A DVD recorder is actually my favorite method of converting video. When I know I have something really important (like video of a newborn kid) I go all-out. But when I have a box of old TV shows — many of which are unlabeled — the recorder is a quick way to move those tapes from the garage into the trash. Put a 50-cent blank DVD in the machine, push Record on the recorder, push Play on the VCR, and walk away for two hours. By the time I remember doing that, the whole tape has been archived and I can toss the original, bulky cassette, saving the actual viewing and editing of its contents for later.

Neuros OSD

If you really want to be Captain Digital — or if you simply resist the concept of wholesale change — the Neuros OSD is an exciting piece of hardware (shown in Figure 6-1). It's a digital VCR. Really, that explanation is perfect. You plug it into the stack of video gear under your TV. Any time you're watching something and you think, "Oooh, I'd like to record that for my iPhone," you just pick up the Neuros's remote and press Record.

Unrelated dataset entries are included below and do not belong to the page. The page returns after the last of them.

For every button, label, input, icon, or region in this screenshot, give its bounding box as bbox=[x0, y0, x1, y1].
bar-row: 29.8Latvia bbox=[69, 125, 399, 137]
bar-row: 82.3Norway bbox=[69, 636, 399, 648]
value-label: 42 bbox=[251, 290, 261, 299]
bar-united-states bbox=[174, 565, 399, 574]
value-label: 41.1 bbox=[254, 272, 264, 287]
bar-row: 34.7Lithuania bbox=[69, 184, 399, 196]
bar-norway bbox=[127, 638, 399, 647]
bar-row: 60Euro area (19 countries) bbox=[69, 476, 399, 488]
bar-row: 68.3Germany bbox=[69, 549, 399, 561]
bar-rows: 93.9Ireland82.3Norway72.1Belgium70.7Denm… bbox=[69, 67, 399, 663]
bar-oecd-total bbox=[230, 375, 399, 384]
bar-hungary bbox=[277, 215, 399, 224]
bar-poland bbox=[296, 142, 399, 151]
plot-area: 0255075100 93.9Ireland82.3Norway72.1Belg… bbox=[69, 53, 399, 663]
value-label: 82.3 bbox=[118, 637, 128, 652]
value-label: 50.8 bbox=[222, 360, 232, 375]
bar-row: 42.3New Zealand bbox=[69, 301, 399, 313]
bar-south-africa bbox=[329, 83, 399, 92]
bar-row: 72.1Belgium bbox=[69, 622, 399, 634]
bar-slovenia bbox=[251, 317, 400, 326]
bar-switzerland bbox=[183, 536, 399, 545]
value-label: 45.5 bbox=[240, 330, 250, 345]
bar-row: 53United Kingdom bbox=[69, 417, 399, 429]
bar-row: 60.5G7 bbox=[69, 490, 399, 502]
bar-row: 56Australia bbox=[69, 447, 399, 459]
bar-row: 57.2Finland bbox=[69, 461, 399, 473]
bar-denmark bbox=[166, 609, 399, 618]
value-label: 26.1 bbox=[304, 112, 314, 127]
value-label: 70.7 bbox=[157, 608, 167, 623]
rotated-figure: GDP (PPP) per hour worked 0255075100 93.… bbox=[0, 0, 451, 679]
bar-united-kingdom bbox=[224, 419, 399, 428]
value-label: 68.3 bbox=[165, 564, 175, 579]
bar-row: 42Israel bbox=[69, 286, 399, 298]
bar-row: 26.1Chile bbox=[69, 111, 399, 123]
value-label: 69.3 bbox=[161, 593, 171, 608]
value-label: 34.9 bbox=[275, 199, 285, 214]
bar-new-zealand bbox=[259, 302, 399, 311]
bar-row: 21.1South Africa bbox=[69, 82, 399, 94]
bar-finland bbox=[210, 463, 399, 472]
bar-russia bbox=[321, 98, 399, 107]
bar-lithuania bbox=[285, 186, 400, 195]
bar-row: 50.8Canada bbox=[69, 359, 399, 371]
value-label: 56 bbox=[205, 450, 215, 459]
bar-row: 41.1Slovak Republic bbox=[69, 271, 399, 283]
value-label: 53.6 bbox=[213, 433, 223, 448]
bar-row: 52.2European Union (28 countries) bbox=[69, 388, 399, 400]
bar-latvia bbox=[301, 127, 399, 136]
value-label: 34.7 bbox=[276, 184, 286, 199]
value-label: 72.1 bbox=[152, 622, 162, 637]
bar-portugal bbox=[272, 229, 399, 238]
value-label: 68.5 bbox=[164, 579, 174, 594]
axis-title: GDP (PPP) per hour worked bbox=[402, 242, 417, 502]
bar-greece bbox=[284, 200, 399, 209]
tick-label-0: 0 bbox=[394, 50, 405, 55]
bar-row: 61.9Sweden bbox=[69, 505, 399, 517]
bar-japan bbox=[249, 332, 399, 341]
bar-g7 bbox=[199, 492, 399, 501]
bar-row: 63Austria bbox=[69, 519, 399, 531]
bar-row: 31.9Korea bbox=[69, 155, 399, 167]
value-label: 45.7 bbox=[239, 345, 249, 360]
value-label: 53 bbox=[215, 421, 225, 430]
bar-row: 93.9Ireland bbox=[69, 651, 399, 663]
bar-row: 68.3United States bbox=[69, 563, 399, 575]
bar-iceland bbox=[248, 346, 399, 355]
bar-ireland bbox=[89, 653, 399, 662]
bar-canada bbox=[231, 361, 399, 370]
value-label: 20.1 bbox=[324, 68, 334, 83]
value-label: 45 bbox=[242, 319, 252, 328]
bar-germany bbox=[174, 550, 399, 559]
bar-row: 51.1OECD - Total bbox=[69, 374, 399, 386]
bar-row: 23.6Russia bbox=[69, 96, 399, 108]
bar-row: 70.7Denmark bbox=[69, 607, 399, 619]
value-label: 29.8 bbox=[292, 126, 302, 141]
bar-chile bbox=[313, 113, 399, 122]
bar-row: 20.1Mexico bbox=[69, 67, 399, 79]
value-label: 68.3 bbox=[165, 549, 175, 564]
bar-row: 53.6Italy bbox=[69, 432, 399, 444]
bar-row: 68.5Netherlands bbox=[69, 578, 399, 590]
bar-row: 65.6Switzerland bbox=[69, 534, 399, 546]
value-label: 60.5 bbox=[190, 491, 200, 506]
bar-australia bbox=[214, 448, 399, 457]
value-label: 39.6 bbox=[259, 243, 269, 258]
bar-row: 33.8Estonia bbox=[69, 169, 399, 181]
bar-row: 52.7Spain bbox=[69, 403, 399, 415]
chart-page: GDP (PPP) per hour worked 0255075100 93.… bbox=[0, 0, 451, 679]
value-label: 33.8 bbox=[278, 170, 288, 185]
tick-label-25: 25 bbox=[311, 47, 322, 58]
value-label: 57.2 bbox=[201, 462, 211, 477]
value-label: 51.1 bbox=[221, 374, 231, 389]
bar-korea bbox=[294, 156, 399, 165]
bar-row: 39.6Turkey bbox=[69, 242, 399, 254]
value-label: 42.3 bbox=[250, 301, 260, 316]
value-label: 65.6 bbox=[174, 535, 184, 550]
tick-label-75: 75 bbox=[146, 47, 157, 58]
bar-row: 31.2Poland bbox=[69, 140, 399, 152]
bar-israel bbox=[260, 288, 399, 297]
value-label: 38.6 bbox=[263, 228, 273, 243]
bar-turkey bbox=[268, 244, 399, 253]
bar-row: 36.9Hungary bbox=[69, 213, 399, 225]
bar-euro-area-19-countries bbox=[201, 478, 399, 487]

The video is automatically converted into a digital video file and stored on any storage device you've plugged into the Neuros's USB port, or any memory card you've popped into one of its exhaustive menagerie of card slots. When you unplug the hard drive or thumb drive or memory card from the OSD and plug it into your computer, you'll find it full of standard MP4 video files, which you can import directly into iTunes or edit using desktop video software.

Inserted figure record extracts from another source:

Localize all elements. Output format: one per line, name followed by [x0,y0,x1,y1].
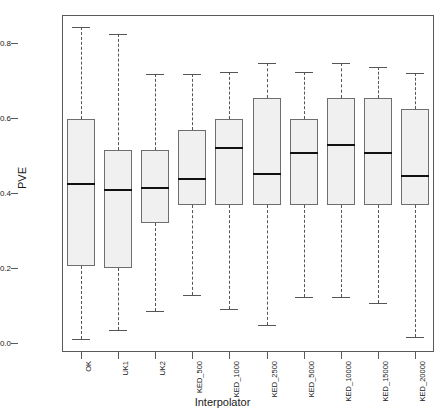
whisker-lower [155,223,156,311]
whisker-cap-lower [369,303,387,304]
box [327,98,355,205]
whisker-cap-upper [295,72,313,73]
median-line [290,152,318,154]
whisker-cap-upper [146,74,164,75]
whisker-cap-upper [220,72,238,73]
box [67,119,95,266]
whisker-upper [155,74,156,150]
whisker-upper [304,72,305,119]
median-line [141,187,169,189]
whisker-lower [81,266,82,339]
whisker-lower [229,205,230,309]
x-tick-label: KED_1000 [232,361,241,397]
whisker-cap-upper [72,27,90,28]
whisker-lower [415,205,416,337]
whisker-cap-lower [406,337,424,338]
x-tick-label: UK2 [158,361,167,376]
whisker-upper [81,27,82,119]
x-tick-mark [341,352,342,359]
whisker-cap-upper [183,74,201,75]
box [104,150,132,268]
median-line [253,173,281,175]
whisker-lower [267,205,268,325]
x-tick-mark [378,352,379,359]
whisker-upper [229,72,230,119]
median-line [327,144,355,146]
box [290,119,318,205]
whisker-upper [378,67,379,98]
whisker-upper [118,34,119,150]
x-tick-mark [304,352,305,359]
whisker-cap-upper [406,73,424,74]
median-line [104,189,132,191]
x-tick-label: UK1 [121,361,130,376]
whisker-lower [304,205,305,297]
whisker-upper [415,73,416,109]
median-line [67,183,95,185]
x-tick-label: OK [84,361,93,372]
median-line [401,175,429,177]
median-line [178,178,206,180]
whisker-cap-lower [72,339,90,340]
x-tick-mark [229,352,230,359]
x-axis-title: Interpolator [0,396,445,408]
whisker-cap-lower [220,309,238,310]
box [215,119,243,205]
x-tick-label: KED_2500 [270,361,279,397]
x-tick-mark [267,352,268,359]
box [178,130,206,205]
x-tick-mark [81,352,82,359]
whisker-cap-upper [369,67,387,68]
whisker-cap-lower [332,297,350,298]
whisker-lower [192,205,193,295]
whisker-lower [378,205,379,303]
x-tick-label: KED_5000 [307,361,316,397]
whisker-cap-lower [109,330,127,331]
whisker-cap-lower [146,311,164,312]
x-tick-mark [118,352,119,359]
x-tick-label: KED_500 [195,361,204,393]
x-tick-mark [415,352,416,359]
whisker-upper [267,63,268,98]
whisker-cap-lower [183,295,201,296]
median-line [215,147,243,149]
whisker-lower [341,205,342,297]
whisker-lower [118,268,119,330]
whisker-cap-lower [295,297,313,298]
x-tick-mark [155,352,156,359]
whisker-cap-lower [258,325,276,326]
whisker-cap-upper [258,63,276,64]
boxplot-figure: 0.00.20.40.60.8 PVE OKUK1UK2KED_500KED_1… [0,0,445,413]
x-tick-mark [192,352,193,359]
box [401,109,429,205]
whisker-upper [341,63,342,98]
box [253,98,281,205]
whisker-cap-upper [109,34,127,35]
median-line [364,152,392,154]
whisker-upper [192,74,193,130]
whisker-cap-upper [332,63,350,64]
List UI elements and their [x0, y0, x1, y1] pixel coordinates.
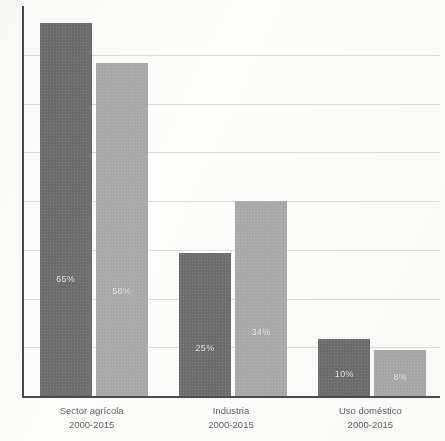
bar[interactable]: 10%: [318, 339, 370, 396]
bar-group: 10%8%: [303, 6, 442, 396]
bar-value-label: 25%: [179, 343, 231, 353]
category-period: 2000-2015: [22, 418, 161, 432]
bar[interactable]: 58%: [96, 63, 148, 396]
bar-value-label: 10%: [318, 369, 370, 379]
category-axis-labels: Sector agrícola2000-2015Industria2000-20…: [22, 404, 440, 440]
category-name: Sector agrícola: [22, 404, 161, 418]
bar[interactable]: 34%: [235, 201, 287, 396]
bar-value-label: 8%: [374, 372, 426, 382]
category-label: Uso doméstico2000-2015: [301, 404, 440, 432]
category-period: 2000-2015: [301, 418, 440, 432]
category-name: Industria: [161, 404, 300, 418]
category-period: 2000-2015: [161, 418, 300, 432]
plot-area: 65%58%25%34%10%8%: [22, 6, 440, 398]
bar-value-label: 65%: [40, 274, 92, 284]
bars-layer: 65%58%25%34%10%8%: [24, 6, 440, 396]
bar-value-label: 58%: [96, 286, 148, 296]
bar-value-label: 34%: [235, 327, 287, 337]
bar[interactable]: 8%: [374, 350, 426, 396]
bar[interactable]: 65%: [40, 23, 92, 396]
x-axis-line: [22, 396, 440, 398]
bar-chart-figure: 65%58%25%34%10%8% Sector agrícola2000-20…: [0, 0, 445, 441]
bar-group: 65%58%: [24, 6, 163, 396]
bar-group: 25%34%: [163, 6, 302, 396]
category-name: Uso doméstico: [301, 404, 440, 418]
category-label: Industria2000-2015: [161, 404, 300, 432]
category-label: Sector agrícola2000-2015: [22, 404, 161, 432]
bar[interactable]: 25%: [179, 253, 231, 396]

Visit www.neurostechnology.com for more info. It costs $170 but man alive, it's a frightfully compelling video-to-digital solution that's right where you want it. Press a button, you've got MP4.

THE JOYS OF CONVERSION

What's the best thing about converting old videos? It removes irreplaceable family memories from decrepit media and puts them in a form where they can easily and flawlessly be duplicated and shared.

The second-best thing is that there's a great deal of fantastic creative work that simply dies because there's no way it'll ever be released on DVD or even re-aired. Either there's no financial incentive, or the rights are tangled up in a huge mess of companies that got bought by other companies which went bust, or it contains music that would be prohibitively expensive to license for home video distribution.

My usual example is a fantastic 1983 production of Shakespeare's The Comedy of Errors, starring the Flying Karamazov Brothers and two dozen other jugglers, rope walkers, and fellow New Vaudevillians. It was a successful stage show and PBS aired a performance on Live from Lincoln Center. It aired live. PBS stations were allowed to rebroadcast it once within the week, and then ... that was it. Gone. It was an utterly brilliant show, but after the performers went their separate ways after the final performance, the show might as well never have happened in the first place.

But! Folks had taped it when it aired more than 25 years ago. I got a great tape duped from the collection of one of the original performers. After less than an afternoon, I had digital video on my iPhone and my desktop. I watch and enjoy it all over again every few months.

I was too young to appreciate the heyday of the telethon, but I still had to reflect that in the Seventies, you'd tune into the first couple of hours of this show and you'd see Frank Sinatra singing a duet with Ella Fitzgerald, followed by Sammy Davis Jr. backed by the Count Basie Orchestra.

Someone has that show on tape. If you do, let me know because I have a Neuros OSD and a desperate need to be entertained.